Saturday, February 12, 2011

Bits and pieces

the weather was good for gardening today, clipping and tidying; lavender, mints, and a whole host of things at the front.  Daffodils, tulips and crocus pushing through, in the pub garden miniature irises poke their bright purple heads through. 
I have managed to mostly finish my kitchen dresser though it awaits french polish and gilded door knobs,plus of course dusting some sawdust off which the accurate camera eye reveals.So my mind thinks about the next woodwork project, a corner cupboard maybe, or even a davenport desk?




Then there is the cottage in Whitby everything finalised last friday, and a long trip down there next week, to see what there is to be done, a certain amount of trepidation and excitement.  An article written on Isobel Smith - archaeologist.  One of my gripes is that there are not that many women archaeologist who have gained fame.  There was a Times letter on the issue of reburial of  bones this week, 40 professors, 38 male, 2 female!
Isobel Smith wrote up the notes of Alexander Keiller's excavation of Windmill Hill, and Avebury, I think he had become ill, so she devoted several years to this job and being of an unassuming nature her name does not appear on the front of the book.  She went on to become a senior investigator for the then Royal Commission on Historical Monuments, and then on retirement lived in a small cottage in Avebury. 
so who else, Maud Cunnington - early 20th century and of course Jacquetta Hawkes who wrote with such elegance about history and archaeology.  Not many, true we have a few more 'leading light' female archaeologists now, but still not enough.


* [Exercise objective] Leaving out all pictures, write down exactly the lines from the one containing "Screen resolution is" through the last line of the material.

* [Data for this exercise]

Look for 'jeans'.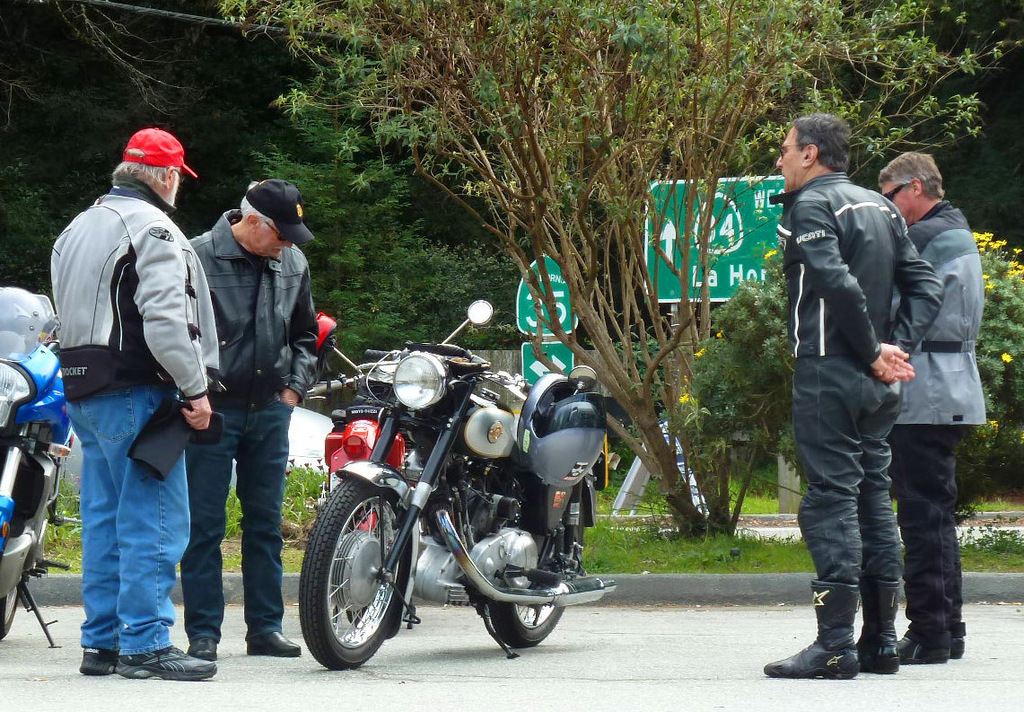
Found: [left=66, top=374, right=187, bottom=655].
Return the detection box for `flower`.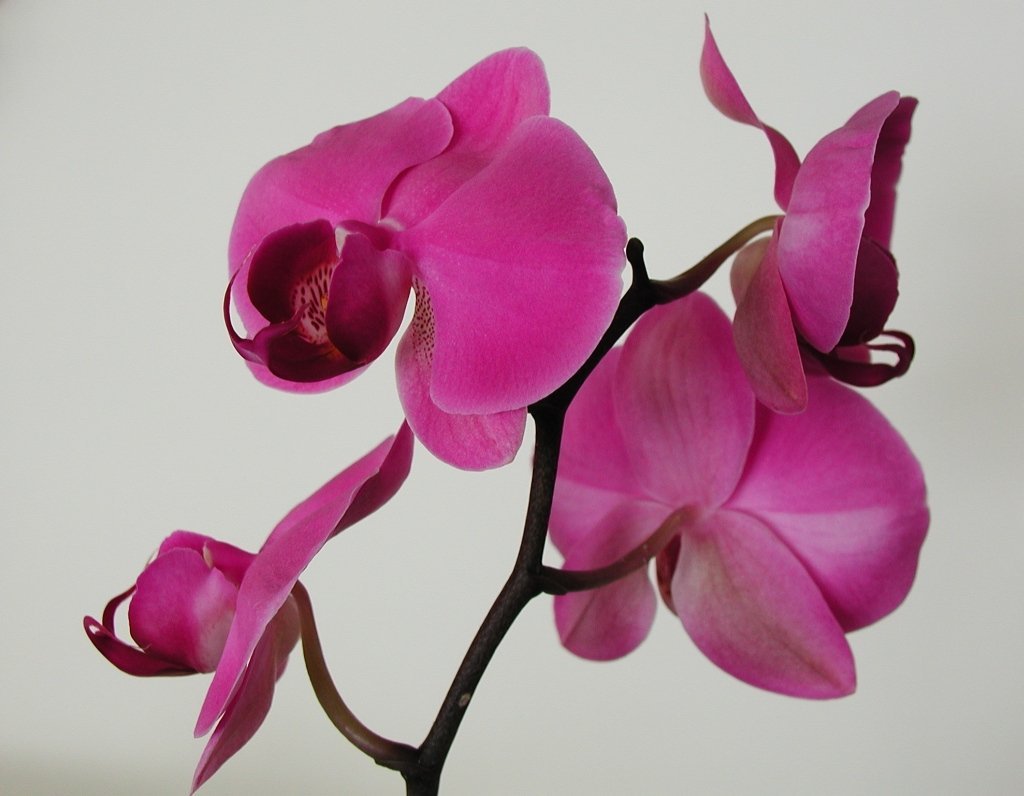
bbox=(224, 37, 640, 456).
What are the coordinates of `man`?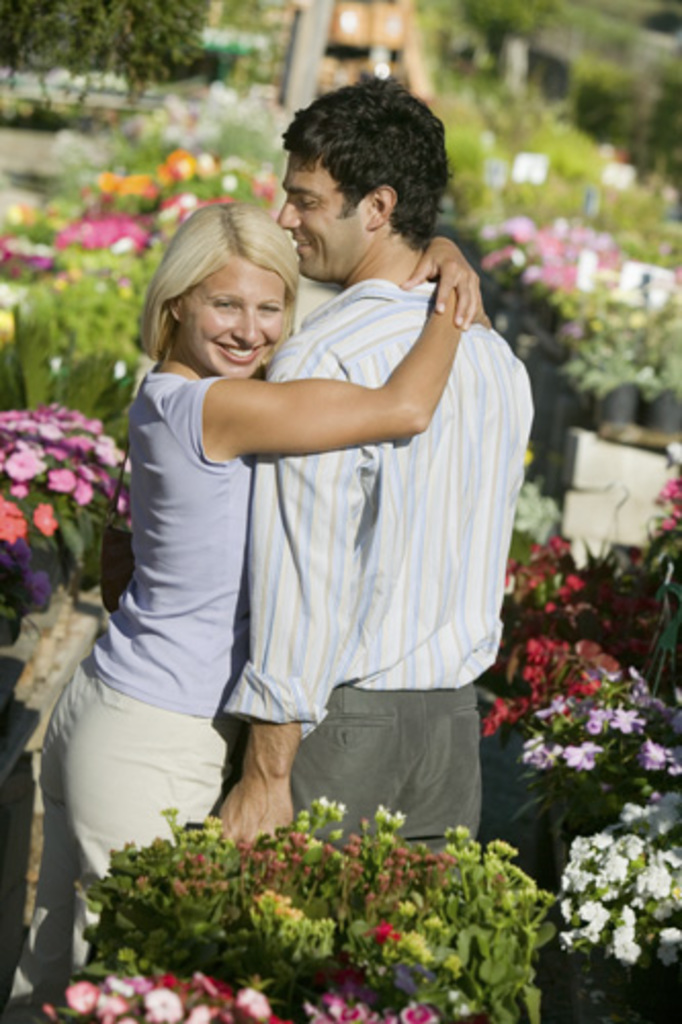
{"x1": 203, "y1": 70, "x2": 535, "y2": 842}.
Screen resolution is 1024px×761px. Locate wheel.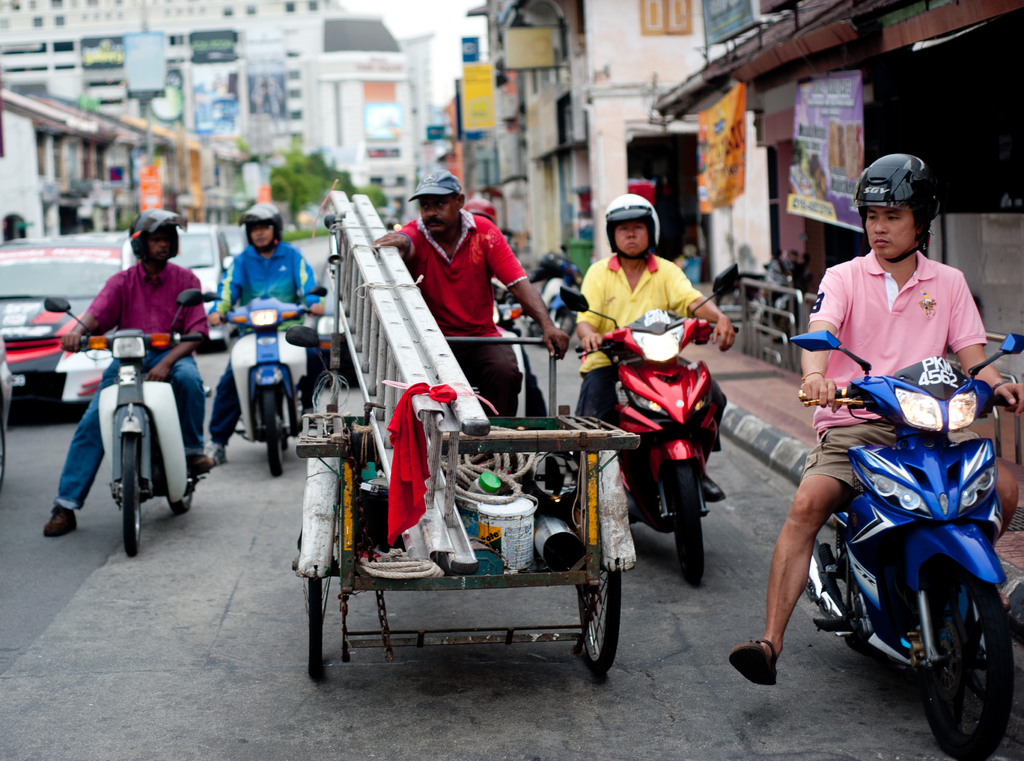
box(915, 564, 1011, 760).
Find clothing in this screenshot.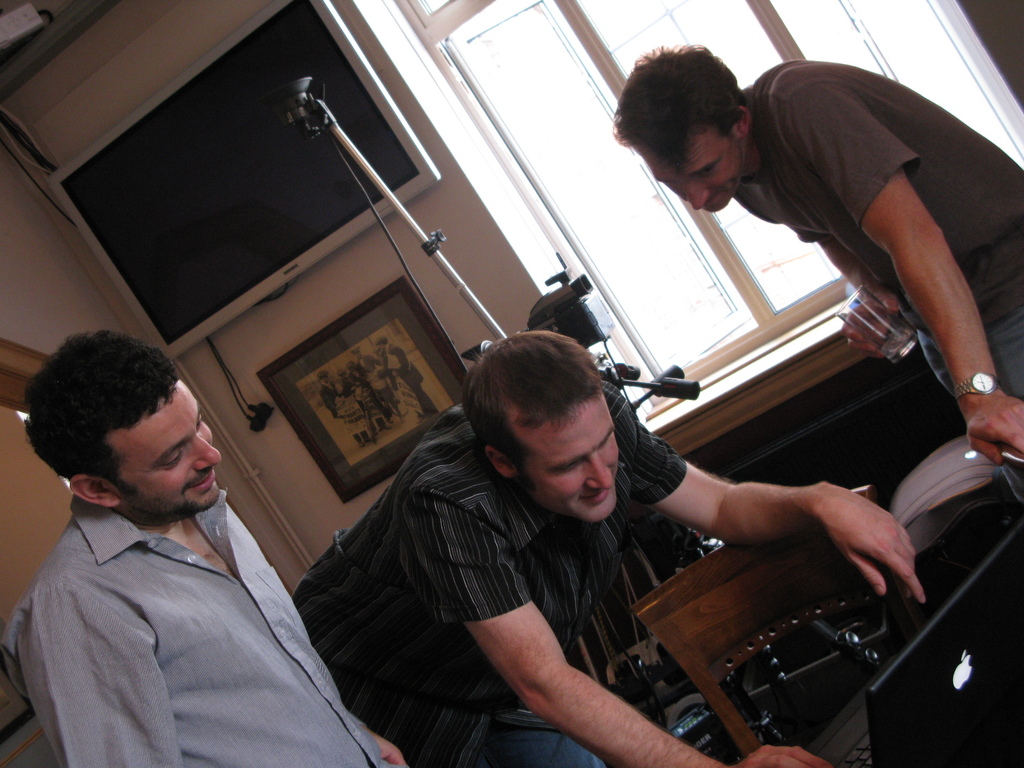
The bounding box for clothing is x1=292, y1=399, x2=687, y2=767.
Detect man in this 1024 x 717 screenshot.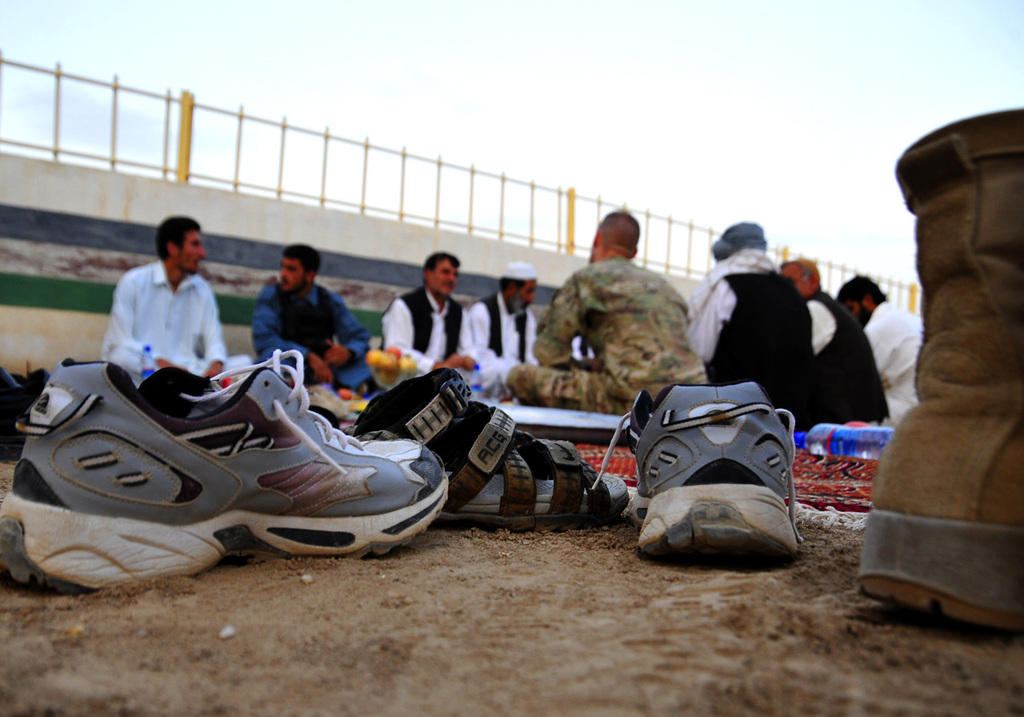
Detection: (372, 253, 484, 376).
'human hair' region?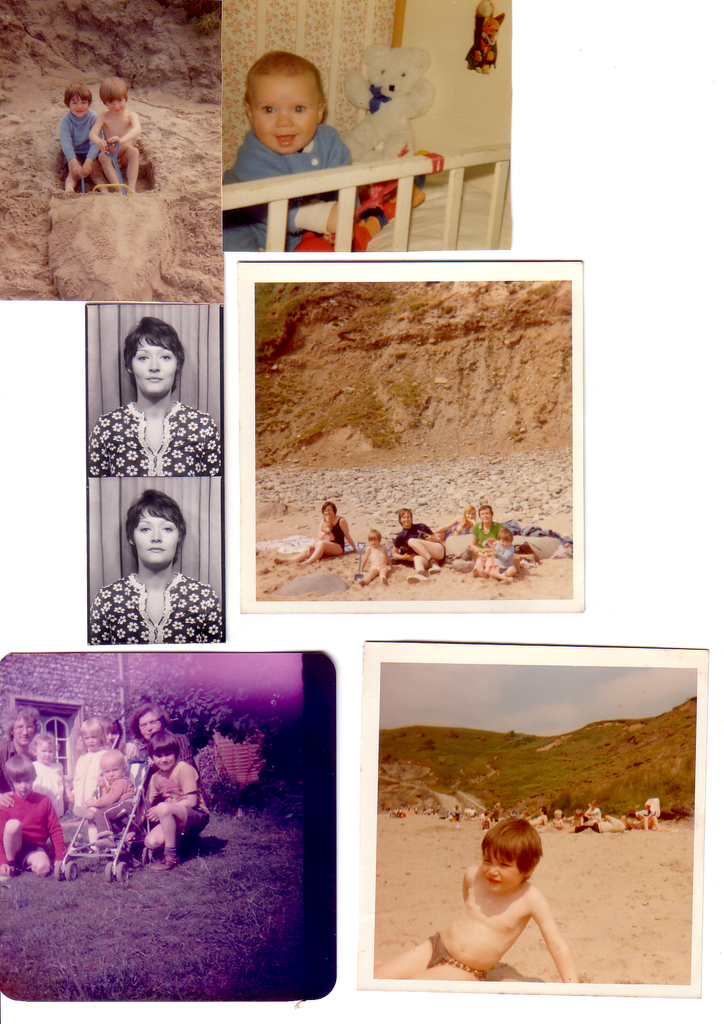
crop(127, 702, 171, 746)
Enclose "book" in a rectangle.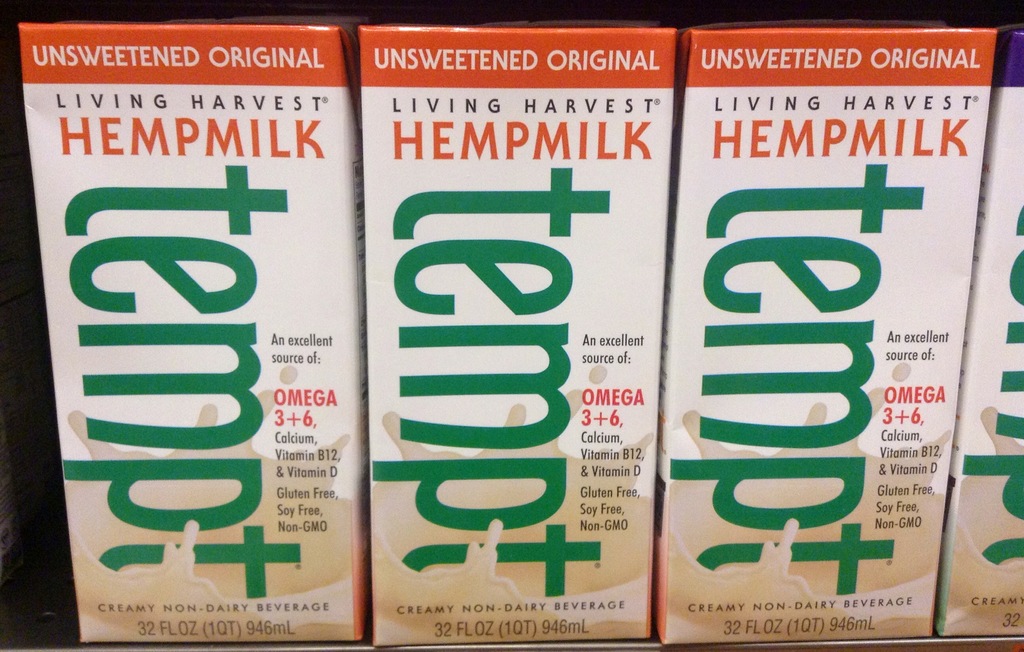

* [Answer below]
Screen resolution is 1024px×761px. Locate wheel.
box(915, 564, 1011, 760).
Find clothing in this screenshot.
The bounding box for clothing is x1=292, y1=399, x2=687, y2=767.
Detect man in this 1024 x 717 screenshot.
Detection: (372, 253, 484, 376).
'human hair' region?
crop(127, 702, 171, 746)
Enclose "book" in a rectangle.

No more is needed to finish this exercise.